President Donald Trump tapped Betsy DeVos to be U.S. secretary of education one year ago, on Nov. 23, 2016. At the time, she was expected to focus primarily on school choice. One year later, Congress hasn’t really embraced that agenda. But DeVos has broadened her message, talking about issues like apprenticeships and alternatives to traditional four-year college.
At the same time, she hasn’t backed off school choice, despite setbacks. She’s made it clear she plans to stick around for Trump’s entire term, despite rumors to the contrary.
Here are a couple of recent instances in which the secretary—who remains one of the Trump administration’s highest-profile, if controversial, Cabinet members—has expanded her views involving workforce readiness and other issues.
Apprenticeship Push
The country needs to quit trying to push every student to attend a four-year college, and open up apprenticeships and other workplace learning experiences to more students, according to DeVos.
“We need to stop forcing kids into believing a traditional four-year degree is the only pathway to success,” she said this month at the first meeting of the White House Task Force on Apprenticeship Expansion. “We need to expand our thinking on what apprenticeships actually look like. We need to start treating students as individuals ... not boxing them in.”
The panel, which was created through an executive order signed by Trump earlier this year, is chaired by Secretary of Labor Alexander Acosta. DeVos and Secretary of Commerce Wilbur Ross serve as vice chairs. Ivanka Trump, the president’s eldest daughter and a White House adviser, was also on hand.
The Trump administration can use its “bully pulpit” to advance career training and help set up some incentives through the pending reauthorization of the Carl D. Perkins Career and Technical Education Act, DeVos said.
But most of the progress on job training will likely come from the private sector. The task force, DeVos said, is about getting a chance to hear from the business community about how government can help businesses advance their career-training goals—even if the answer is to get government out of the way. She expects, too, that many solutions would be “regional in nature.”
Mastering Workplace Skills
DeVos told a roomful of CEOs in Washington this month that many students aren’t mastering the skills they need to be prepared for the careers of the future.

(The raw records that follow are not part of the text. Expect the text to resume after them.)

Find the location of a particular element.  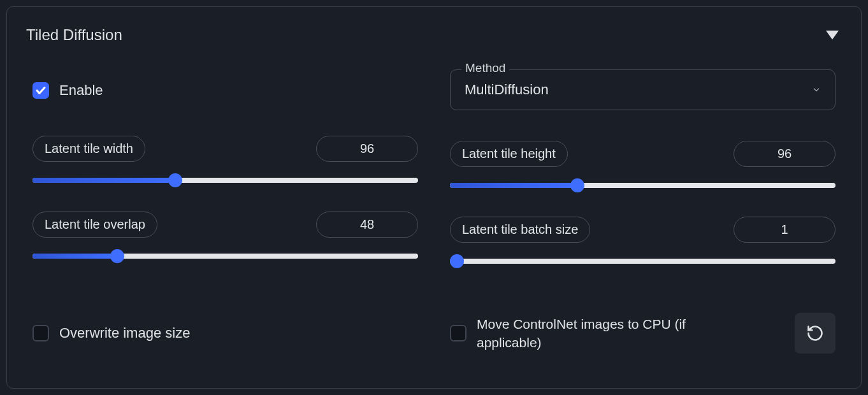

tile-overlap-label: Latent tile overlap is located at coordinates (95, 224).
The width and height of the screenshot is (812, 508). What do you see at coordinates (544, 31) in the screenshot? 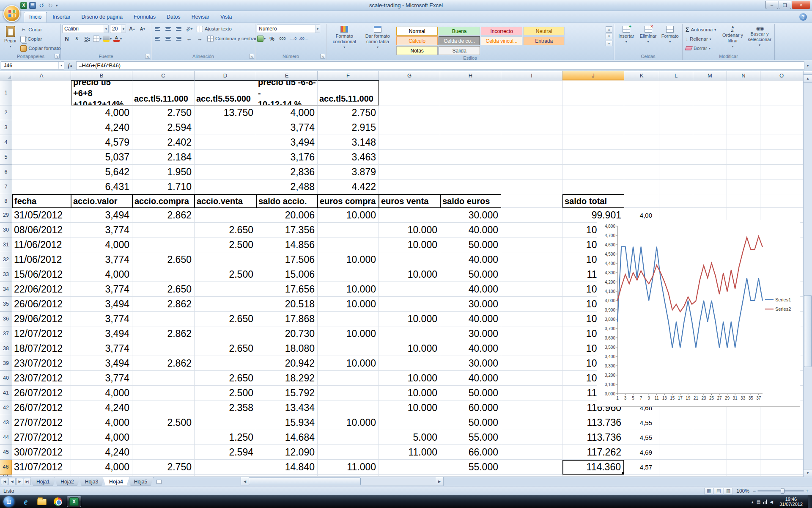
I see `cell-style-4: Neutral` at bounding box center [544, 31].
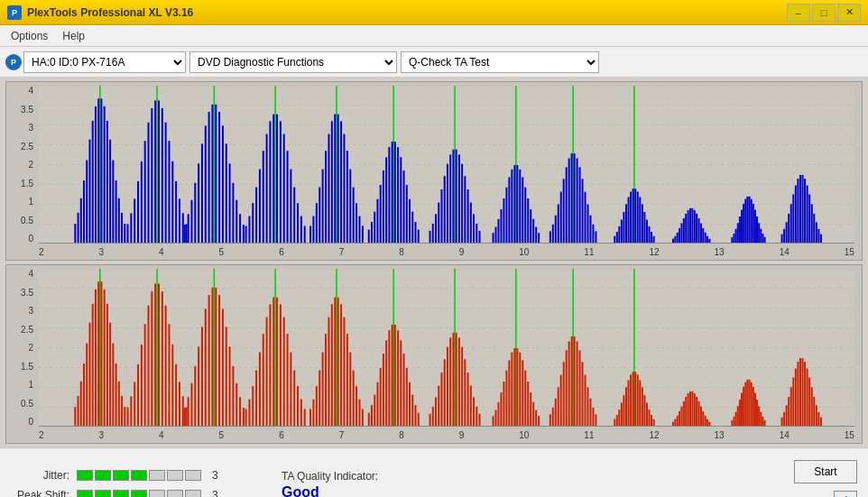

She argued that 65 percent of today’s kindergartners will end up in jobs that haven’t even been conceived yet. Businesspeople, she said, have told her that students need to be able to think critically, know how to collaborate, communicate clearly, and be creative.
“My observation is a lot of students today are not having their needs met to be prepared in those areas,” DeVos said at The Wall Street Journal CEO Council’s meeting. And later she cited the argument that the U.S. education system was largely borrowed from Prussia, a European state which, she noted, no longer exists. The system, she said, needs to be changed to offer more students and parents individualized options. “When we empower all parents, that will ultimately prepare students to be active participants in the workforce,” she said in remarks at the Four Seasons Hotel.
For the second time this year, DeVos held up school choice-friendly Florida as a model for the country. The Sunshine State, she said, offers “the broadest range of choices and the greatest number of kids taking advantage of those choices.”
Other school choice standouts, according to DeVos, include Indiana, Louisiana, and Wisconsin.
But she said no state has ever gone truly big with choice, offering it to every single student.
“All of these are still at relatively small scales,” she said. “We haven’t had a state that tried it with everyone.”